Neurology & Pain Management Coding Alert

Pain Management:

25, 50, and 59: Check That You Use These 3 Modifiers Correctly

Knowing what to append -- and when -- can help your injection claims.

Last month's issue of Neurology and Pain Management Coding Alert dove into some common injections you might see for interventional pain management -- facet, paravertebral facet, epidural, nerve, and more. Providers might perform many of these injections in conjunction with another service, which means you might not simply report the injection on your claim. Brush up on how -- and when -- to append four common modifiers and ensure accurate injection pay.

Add Modifier 25 to Associated E/M Visit

If your pain management provider administers an unrelated injection during a standard E/M visit, remember modifier 25 (Significant, separately identifiable evaluation and management service by the same physician on the same day of the procedure or other service).

Example: A patient visits your office for a follow-up for his chronic low back pain. During the evaluation, he also complains of left elbow pain, which the physician determines to be recurrent lateral epicondylitis (726.32).

The physician injects local anesthetic and steroid at the origin of the Extensor Carpi Radialis Brevis tendon which you code with 20551 (Injection[s]; single tendon origin/insertion).

Because your provider completed both a separately identifiable and significant E/M service in management of the patient's chronic low back pain and definitive procedure in treatment of the lateral epicondylitis, you can report both services. Including modifier 25 on the claim shows that the physician's services associated with the E/M service were in fact separate and significant beyond the pre- and post-injection work associated with the tendon origin injection.

Tip: Modifier 25 always links to the E/M code, not the code for the additional procedure.

Double Check Descriptors Before Using Modifier 50

It's not uncommon for providers to inject "mirror image" joints (such as both knees), during the same treatment session. That's when modifier 50 (Bilateral procedure) comes into play -- but don't automatically add it to all your injection codes.

Example: You report trigger point injections based on the total number of muscles your provider injects, not where those muscles are located. Injections of trigger points in both the right and left Piriformis muscles would not be billed as a bilateral procedure. Instead, the injections would still fall under codes 20552 (Injection[s]; single or multiple trigger point[s], 1 or 2 muscles) or 20553 (...3or more muscle[s]). Reporting the bilateral modifier with either of the trigger point injection codes is not compliant coding and billing.

Tip: When you do submit claims with modifier 50, such as with bilateral cervical transforaminal epidural injections, check your payments to see if the insurer has been paying you unilaterally (at 100 percent) instead of bilaterally (at 150 percent). Audits frequently reveal documentation and coding that supports a bilateral procedure that the insurer has paid unilaterally, says Joanne Schade-Boyce, RDH, MS, CPC, ACS, PCS, vice president of FairCode Associates LLC in Germantown, MD.

The insurer might incorrectly process Medicare's preferred modifier 50 method of a one-line entry with modifier 50 (such as 64479-50) and one unit of service. Private payers might require bilateral procedures to be reported on two lines with the RT (Right) and LT (Left) modifiers (64479-RT, 64479-LT) and 1 unit of service for each. It is always best to check with the payer as to their claims processing requirements for reporting bilateral procedures or services.

Support Modifier 59 With Clear Documentation

Turn to modifier 59 (Distinct procedural service) when your physician performs two distinct services on the same day for the same patient. Modifier 59 is an important NCCI-associated modifier that is often used incorrectly, experts say. For Medicare's NCCI bundling edits, its primary purpose is to indicate that two or more procedures are performed at different anatomic sites or different patient encounters. It should only be used if no other modifier more appropriately describes the relationships of the two or more procedure codes.

Example: Your pain management specialist saw a patient in the office who has a trigger finger of her left hand and osteoarthritis in her right knee. The pain management specialist administers injections to the knee and finger to treat the conditions and help alleviate pain. You would report 20550 (Injection[s]; single tendon sheath, or ligament, aponeurosis [eg, plantar "fascia"]) for the trigger finger injection and 20610 (... major joint or bursa [e.g., shoulder, hip, knee joint, subacromial bursa]) for the knee injection. Currently, Medicare's NCCI 17.2 edits bundle 20550 as a column 2 component of 20610, the column 1  comprehensive code. Append modifier 59 to the 20550, the column 2 code to indicate the separate and distinct injection. Also link the appropriate diagnosis codes to each injection procedure -- 727.03 (Trigger finger [acquired]) and 715.16 (Osteoarthrosis, localized, primary; lower leg).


**What you need to do**
In the records that follow, how many lines contain the word "Market"? Give only that figure.

[Records supplied Boundary: Start]

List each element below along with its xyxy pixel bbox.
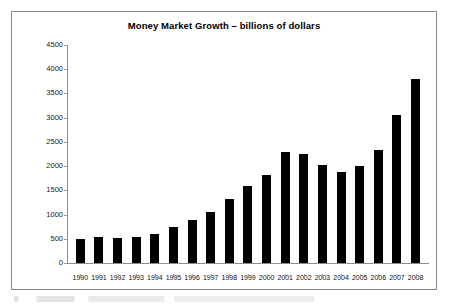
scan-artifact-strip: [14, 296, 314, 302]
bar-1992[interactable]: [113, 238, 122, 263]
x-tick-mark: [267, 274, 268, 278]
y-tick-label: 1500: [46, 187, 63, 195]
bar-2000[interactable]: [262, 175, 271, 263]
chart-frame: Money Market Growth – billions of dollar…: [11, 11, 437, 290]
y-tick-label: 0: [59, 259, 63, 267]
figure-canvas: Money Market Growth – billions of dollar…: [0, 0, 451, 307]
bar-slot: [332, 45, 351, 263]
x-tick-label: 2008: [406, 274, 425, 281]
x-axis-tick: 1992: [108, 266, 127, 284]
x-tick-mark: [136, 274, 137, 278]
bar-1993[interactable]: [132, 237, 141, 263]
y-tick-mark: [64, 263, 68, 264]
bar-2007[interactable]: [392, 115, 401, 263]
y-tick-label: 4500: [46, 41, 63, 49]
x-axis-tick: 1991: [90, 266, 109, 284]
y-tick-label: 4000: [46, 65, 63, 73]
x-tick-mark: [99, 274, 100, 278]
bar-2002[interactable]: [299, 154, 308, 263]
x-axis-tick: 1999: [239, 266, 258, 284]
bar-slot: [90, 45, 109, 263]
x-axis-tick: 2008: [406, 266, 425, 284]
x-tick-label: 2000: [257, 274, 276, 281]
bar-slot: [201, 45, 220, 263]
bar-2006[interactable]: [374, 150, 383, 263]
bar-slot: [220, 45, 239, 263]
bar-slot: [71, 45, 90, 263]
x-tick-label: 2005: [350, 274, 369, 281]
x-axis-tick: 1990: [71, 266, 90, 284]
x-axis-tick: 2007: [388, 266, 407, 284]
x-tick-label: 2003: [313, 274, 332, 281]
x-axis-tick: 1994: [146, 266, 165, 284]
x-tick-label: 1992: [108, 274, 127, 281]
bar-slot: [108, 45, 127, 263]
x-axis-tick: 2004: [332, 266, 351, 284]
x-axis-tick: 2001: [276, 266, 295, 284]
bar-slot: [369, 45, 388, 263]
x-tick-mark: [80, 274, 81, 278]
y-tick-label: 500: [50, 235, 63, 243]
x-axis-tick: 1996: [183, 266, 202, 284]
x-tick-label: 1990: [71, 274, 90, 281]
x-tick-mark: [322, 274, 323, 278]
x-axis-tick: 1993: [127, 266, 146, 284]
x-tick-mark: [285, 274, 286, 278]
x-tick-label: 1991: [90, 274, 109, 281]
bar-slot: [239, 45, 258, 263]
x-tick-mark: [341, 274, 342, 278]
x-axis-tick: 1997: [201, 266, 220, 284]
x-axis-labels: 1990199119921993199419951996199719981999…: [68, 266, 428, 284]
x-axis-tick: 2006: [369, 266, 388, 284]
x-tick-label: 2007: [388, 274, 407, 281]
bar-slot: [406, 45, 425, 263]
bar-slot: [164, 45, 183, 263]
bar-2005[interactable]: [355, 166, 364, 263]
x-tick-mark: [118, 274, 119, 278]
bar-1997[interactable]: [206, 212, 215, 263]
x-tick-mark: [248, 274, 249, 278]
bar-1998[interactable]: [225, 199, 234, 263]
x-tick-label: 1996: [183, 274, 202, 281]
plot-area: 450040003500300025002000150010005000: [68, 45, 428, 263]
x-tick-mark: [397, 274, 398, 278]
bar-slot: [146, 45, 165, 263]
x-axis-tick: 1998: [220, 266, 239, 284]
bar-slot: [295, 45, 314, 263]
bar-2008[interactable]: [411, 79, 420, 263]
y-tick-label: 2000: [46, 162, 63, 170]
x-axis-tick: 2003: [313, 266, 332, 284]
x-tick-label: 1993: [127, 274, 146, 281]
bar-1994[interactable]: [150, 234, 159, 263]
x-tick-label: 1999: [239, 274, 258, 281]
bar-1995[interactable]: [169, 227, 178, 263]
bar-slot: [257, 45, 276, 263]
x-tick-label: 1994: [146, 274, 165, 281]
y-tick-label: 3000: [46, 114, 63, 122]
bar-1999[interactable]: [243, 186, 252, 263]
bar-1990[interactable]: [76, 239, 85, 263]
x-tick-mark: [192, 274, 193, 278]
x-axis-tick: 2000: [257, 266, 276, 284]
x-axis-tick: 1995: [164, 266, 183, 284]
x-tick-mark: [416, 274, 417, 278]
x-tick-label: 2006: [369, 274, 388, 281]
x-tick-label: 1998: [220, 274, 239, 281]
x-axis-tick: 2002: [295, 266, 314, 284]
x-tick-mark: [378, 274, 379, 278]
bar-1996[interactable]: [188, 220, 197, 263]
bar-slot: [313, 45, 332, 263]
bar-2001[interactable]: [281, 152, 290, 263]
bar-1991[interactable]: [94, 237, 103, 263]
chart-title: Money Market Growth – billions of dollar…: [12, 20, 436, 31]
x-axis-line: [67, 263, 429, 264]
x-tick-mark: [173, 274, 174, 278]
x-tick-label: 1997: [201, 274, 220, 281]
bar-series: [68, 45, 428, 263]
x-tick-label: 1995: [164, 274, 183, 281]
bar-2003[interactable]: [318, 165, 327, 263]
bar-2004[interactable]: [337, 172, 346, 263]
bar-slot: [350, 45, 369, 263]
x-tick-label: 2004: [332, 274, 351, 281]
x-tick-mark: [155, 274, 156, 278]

[Records supplied Boundary: End]

**Task answer**
3